Music is an accumulation of mediators: instruments, languages, sheets, performers, scenes, media and so on. There is no musical object 'in itself'; music must always be made again. In this innovative book, Hennion turns the elusiveness of music into a resource for a pragmatic analysis: by which collective process do we make music appear among us? Rather than offering a sociology of music, The Passion for Music listens to the lesson provided by the case of music - this art of infinite mediations. Learning from music allows us to transform the paradigm to be offered by sociology, by confronting it (from Durkheim and Weber to Bourdieu) with a different way of considering objects. For this task, Hennion draws on aesthetics (Adorno) and art history (Haskell, Baxandall), as well as science and technology studies and popular music studies (Latour, Frith, DeNora). As part of that project, The Passion for Music presents a wide-ranging series of case studies, restoring attention to the rich and varied intermediaries through which music is brought to life: from the debate around the reinterpretation of baroque music, to the classroom, the rock scene, the classical music concert, Bach's 'social career' in the nineteenth and twentieth centuries, and the practices of music 'amateurs' today. This is the first English translation of one of the most important works of French scholarship on music and society.
"Antoine Hennion, one of the foremost sociologists of music in the world, finally becomes available to English-reading audiences in this excellent and long overdue translation of his comprehensive analysis of the bewildering variety of sociological approaches to music that contemporary students of the subject have to choose from. His lucid explanations and examples are a wonderful introduction to an important and ever-growing field." - Howard S. Becker, author of Art Worlds
"The arguments in this text are worth grappling with, whether or not one works in the area of culture and music. (...) English readers of sociology inhabit a richer space now that they can encounter Hennion's book, based on his dissertation, well after its influence has reshaped the field of the sociology of music." - Shamus Khan, Columbia University
"Hennion's theory of mediation provides a comprehensive approach to the study of music, one which considers the training, production, and consumption of music, without dismissing its aesthetic dimension or the individual participant." - Thomas M. Kitts in VOLUME!
"The arguments in this text are worth grappling with, whether or not one works in the area of culture and music. (...) English readers of sociology inhabit a richer space now that they can encounter Hennion's book, based on his dissertation, well after its influence has reshaped the field of the sociology of music." - Shamus Khan, Columbia University
"Hennion's theory of mediation provides a comprehensive approach to the study of music, one which considers the training, production, and consumption of music, without dismissing its aesthetic dimension or the individual participant." - Thomas M. Kitts in VOLUME!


■ **EXERCISE**:
Each line below should be repeated exactly as written, with no pictures carried over.

===== RECORDS

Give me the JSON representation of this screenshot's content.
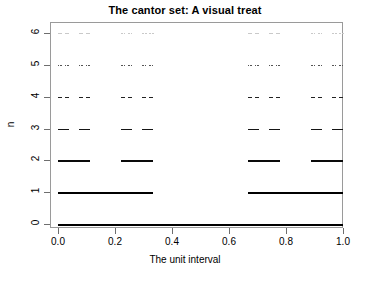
{
  "chart_data": {
    "type": "line",
    "title": "The cantor set: A visual treat",
    "xlabel": "The unit interval",
    "ylabel": "n",
    "xlim": [
      0,
      1
    ],
    "ylim": [
      0,
      6
    ],
    "grid": false,
    "legend": null,
    "x_ticks": [
      {
        "value": 0.0,
        "label": "0.0"
      },
      {
        "value": 0.2,
        "label": "0.2"
      },
      {
        "value": 0.4,
        "label": "0.4"
      },
      {
        "value": 0.6,
        "label": "0.6"
      },
      {
        "value": 0.8,
        "label": "0.8"
      },
      {
        "value": 1.0,
        "label": "1.0"
      }
    ],
    "y_ticks": [
      {
        "value": 0,
        "label": "0"
      },
      {
        "value": 1,
        "label": "1"
      },
      {
        "value": 2,
        "label": "2"
      },
      {
        "value": 3,
        "label": "3"
      },
      {
        "value": 4,
        "label": "4"
      },
      {
        "value": 5,
        "label": "5"
      },
      {
        "value": 6,
        "label": "6"
      }
    ],
    "series": [
      {
        "name": "n = 0",
        "n": 0,
        "y": 0,
        "segment_count": 1,
        "segment_length": 1,
        "line_width": 2.2,
        "color": "#000000",
        "segments": [
          [
            0,
            1
          ]
        ]
      },
      {
        "name": "n = 1",
        "n": 1,
        "y": 1,
        "segment_count": 2,
        "segment_length": 0.333333,
        "line_width": 2.1,
        "color": "#000000",
        "segments": [
          [
            0,
            0.333333
          ],
          [
            0.666667,
            1
          ]
        ]
      },
      {
        "name": "n = 2",
        "n": 2,
        "y": 2,
        "segment_count": 4,
        "segment_length": 0.111111,
        "line_width": 2.0,
        "color": "#0a0a0a",
        "segments": [
          [
            0,
            0.111111
          ],
          [
            0.222222,
            0.333333
          ],
          [
            0.666667,
            0.777778
          ],
          [
            0.888889,
            1
          ]
        ]
      },
      {
        "name": "n = 3",
        "n": 3,
        "y": 3,
        "segment_count": 8,
        "segment_length": 0.037037,
        "line_width": 1.9,
        "color": "#151515",
        "segments": [
          [
            0,
            0.037037
          ],
          [
            0.074074,
            0.111111
          ],
          [
            0.222222,
            0.259259
          ],
          [
            0.296296,
            0.333333
          ],
          [
            0.666667,
            0.703704
          ],
          [
            0.740741,
            0.777778
          ],
          [
            0.888889,
            0.925926
          ],
          [
            0.962963,
            1
          ]
        ]
      },
      {
        "name": "n = 4",
        "n": 4,
        "y": 4,
        "segment_count": 16,
        "segment_length": 0.012346,
        "line_width": 1.8,
        "color": "#222222",
        "segments": [
          [
            0,
            0.012346
          ],
          [
            0.024691,
            0.037037
          ],
          [
            0.074074,
            0.08642
          ],
          [
            0.098765,
            0.111111
          ],
          [
            0.222222,
            0.234568
          ],
          [
            0.246914,
            0.259259
          ],
          [
            0.296296,
            0.308642
          ],
          [
            0.320988,
            0.333333
          ],
          [
            0.666667,
            0.679012
          ],
          [
            0.691358,
            0.703704
          ],
          [
            0.740741,
            0.753086
          ],
          [
            0.765432,
            0.777778
          ],
          [
            0.888889,
            0.901235
          ],
          [
            0.91358,
            0.925926
          ],
          [
            0.962963,
            0.975309
          ],
          [
            0.987654,
            1
          ]
        ]
      },
      {
        "name": "n = 5",
        "n": 5,
        "y": 5,
        "segment_count": 32,
        "segment_length": 0.004115,
        "line_width": 1.6,
        "color": "#555555",
        "segments": []
      },
      {
        "name": "n = 6",
        "n": 6,
        "y": 6,
        "segment_count": 64,
        "segment_length": 0.001372,
        "line_width": 1.2,
        "color": "#c9c9c9",
        "segments": []
      }
    ]
  },
  "axes": {
    "box_color": "#9a9a9a",
    "tick_color": "#6e6e6e",
    "background": "#ffffff"
  }
}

==========

■ **SOLVED PROBLEM**:
Give me the JSON representation of this screenshot's content.
{
  "chart_data": {
    "type": "line",
    "title": "The cantor set: A visual treat",
    "xlabel": "The unit interval",
    "ylabel": "n",
    "xlim": [
      0,
      1
    ],
    "ylim": [
      0,
      6
    ],
    "grid": false,
    "legend": null,
    "x_ticks": [
      {
        "value": 0.0,
        "label": "0.0"
      },
      {
        "value": 0.2,
        "label": "0.2"
      },
      {
        "value": 0.4,
        "label": "0.4"
      },
      {
        "value": 0.6,
        "label": "0.6"
      },
      {
        "value": 0.8,
        "label": "0.8"
      },
      {
        "value": 1.0,
        "label": "1.0"
      }
    ],
    "y_ticks": [
      {
        "value": 0,
        "label": "0"
      },
      {
        "value": 1,
        "label": "1"
      },
      {
        "value": 2,
        "label": "2"
      },
      {
        "value": 3,
        "label": "3"
      },
      {
        "value": 4,
        "label": "4"
      },
      {
        "value": 5,
        "label": "5"
      },
      {
        "value": 6,
        "label": "6"
      }
    ],
    "series": [
      {
        "name": "n = 0",
        "n": 0,
        "y": 0,
        "segment_count": 1,
        "segment_length": 1,
        "line_width": 2.2,
        "color": "#000000",
        "segments": [
          [
            0,
            1
          ]
        ]
      },
      {
        "name": "n = 1",
        "n": 1,
        "y": 1,
        "segment_count": 2,
        "segment_length": 0.333333,
        "line_width": 2.1,
        "color": "#000000",
        "segments": [
          [
            0,
            0.333333
          ],
          [
            0.666667,
            1
          ]
        ]
      },
      {
        "name": "n = 2",
        "n": 2,
        "y": 2,
        "segment_count": 4,
        "segment_length": 0.111111,
        "line_width": 2.0,
        "color": "#0a0a0a",
        "segments": [
          [
            0,
            0.111111
          ],
          [
            0.222222,
            0.333333
          ],
          [
            0.666667,
            0.777778
          ],
          [
            0.888889,
            1
          ]
        ]
      },
      {
        "name": "n = 3",
        "n": 3,
        "y": 3,
        "segment_count": 8,
        "segment_length": 0.037037,
        "line_width": 1.9,
        "color": "#151515",
        "segments": [
          [
            0,
            0.037037
          ],
          [
            0.074074,
            0.111111
          ],
          [
            0.222222,
            0.259259
          ],
          [
            0.296296,
            0.333333
          ],
          [
            0.666667,
            0.703704
          ],
          [
            0.740741,
            0.777778
          ],
          [
            0.888889,
            0.925926
          ],
          [
            0.962963,
            1
          ]
        ]
      },
      {
        "name": "n = 4",
        "n": 4,
        "y": 4,
        "segment_count": 16,
        "segment_length": 0.012346,
        "line_width": 1.8,
        "color": "#222222",
        "segments": [
          [
            0,
            0.012346
          ],
          [
            0.024691,
            0.037037
          ],
          [
            0.074074,
            0.08642
          ],
          [
            0.098765,
            0.111111
          ],
          [
            0.222222,
            0.234568
          ],
          [
            0.246914,
            0.259259
          ],
          [
            0.296296,
            0.308642
          ],
          [
            0.320988,
            0.333333
          ],
          [
            0.666667,
            0.679012
          ],
          [
            0.691358,
            0.703704
          ],
          [
            0.740741,
            0.753086
          ],
          [
            0.765432,
            0.777778
          ],
          [
            0.888889,
            0.901235
          ],
          [
            0.91358,
            0.925926
          ],
          [
            0.962963,
            0.975309
          ],
          [
            0.987654,
            1
          ]
        ]
      },
      {
        "name": "n = 5",
        "n": 5,
        "y": 5,
        "segment_count": 32,
        "segment_length": 0.004115,
        "line_width": 1.6,
        "color": "#555555",
        "segments": []
      },
      {
        "name": "n = 6",
        "n": 6,
        "y": 6,
        "segment_count": 64,
        "segment_length": 0.001372,
        "line_width": 1.2,
        "color": "#c9c9c9",
        "segments": []
      }
    ]
  },
  "axes": {
    "box_color": "#9a9a9a",
    "tick_color": "#6e6e6e",
    "background": "#ffffff"
  }
}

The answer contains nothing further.